Written By: Abdulbasit Yusuff

I want to tell you a tale about:

how my guts turn strings & sing elegies

for the grave I hold in my stomach

how I’m fodder for the jokes of wanton kids

by day

& food for the proboscis of mosquitoes

by night

how the sun thinks of my head as a footstool

how cold snuggles in the crevices of my bone

& my heart. they say cold likes empty places

I want to tell you:

how dreams drown in the sea that

erupts in my eyes when I see a school

how my tongue unfurls into a peal of pleas

at motor parks;

how my palms are curved like a bowl,

how life has relegated me to the bottom

of pots, to scavenge

I know what neglect smells like:

my memory of home is as vague as the smell

of clean water

& water is luxury

sometimes I feel the scars on my back can tell

this tale better. they are fresher than my mouth

So as I perch on the window of your car

chanting journey mercies, say a prayer

that I journey this earth well, too. Because

my soles may have memorized the city’s roads

but my soul is learning the weight of despair.

Abdulbasit Yusuff is a lover of arts and literature who enjoys writing short stories and experimenting with poems. He earned a diploma in Science Laboratory Technology at The Federal Polytechnic, Bida. Some of his works have been published on Tuck Magazine, Kalahari Review, Echelon Review, Prachya Review and Spark of Hope: an anthology of poems for saving lives. Abdulbasit writes from Abuja, Nigeria.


▶ **WHAT THE TASK REQUIRES**
Repeat the records below exactly, beginning at the first line and finishing with the line that contains "Image resolution: width=1161".

▶ **EXERCISE MATERIALS**
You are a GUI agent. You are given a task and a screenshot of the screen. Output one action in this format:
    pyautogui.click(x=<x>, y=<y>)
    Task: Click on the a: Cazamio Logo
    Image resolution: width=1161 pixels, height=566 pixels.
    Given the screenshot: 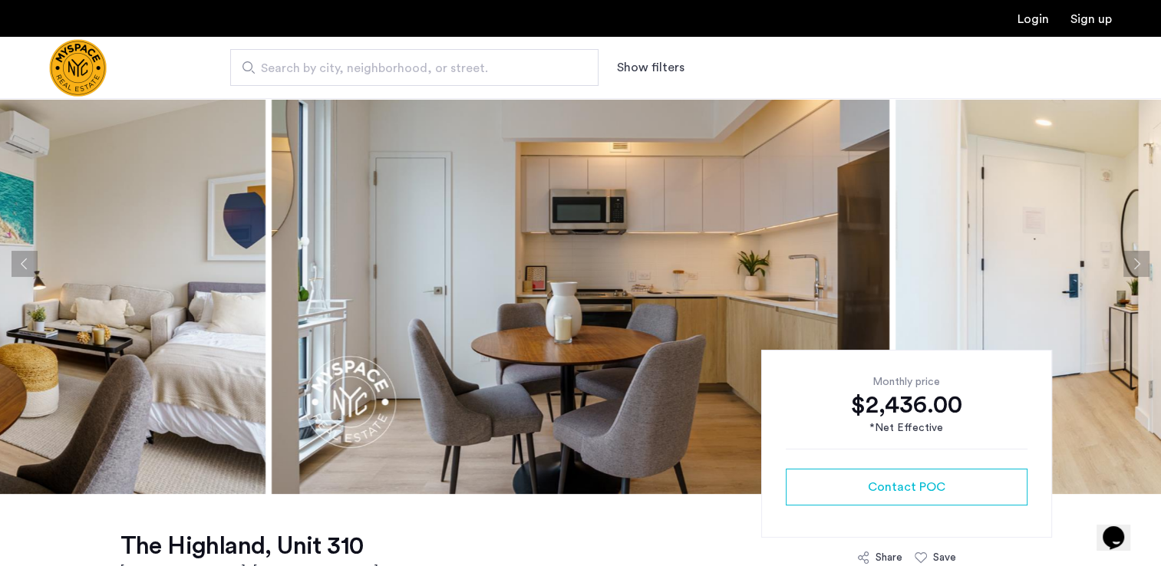 What is the action you would take?
    pyautogui.click(x=77, y=68)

▶ **SOLUTION TO THIS PROBLEM**
You are a GUI agent. You are given a task and a screenshot of the screen. Output one action in this format:
    pyautogui.click(x=<x>, y=<y>)
    Task: Click on the a: Cazamio Logo
    Image resolution: width=1161 pixels, height=566 pixels.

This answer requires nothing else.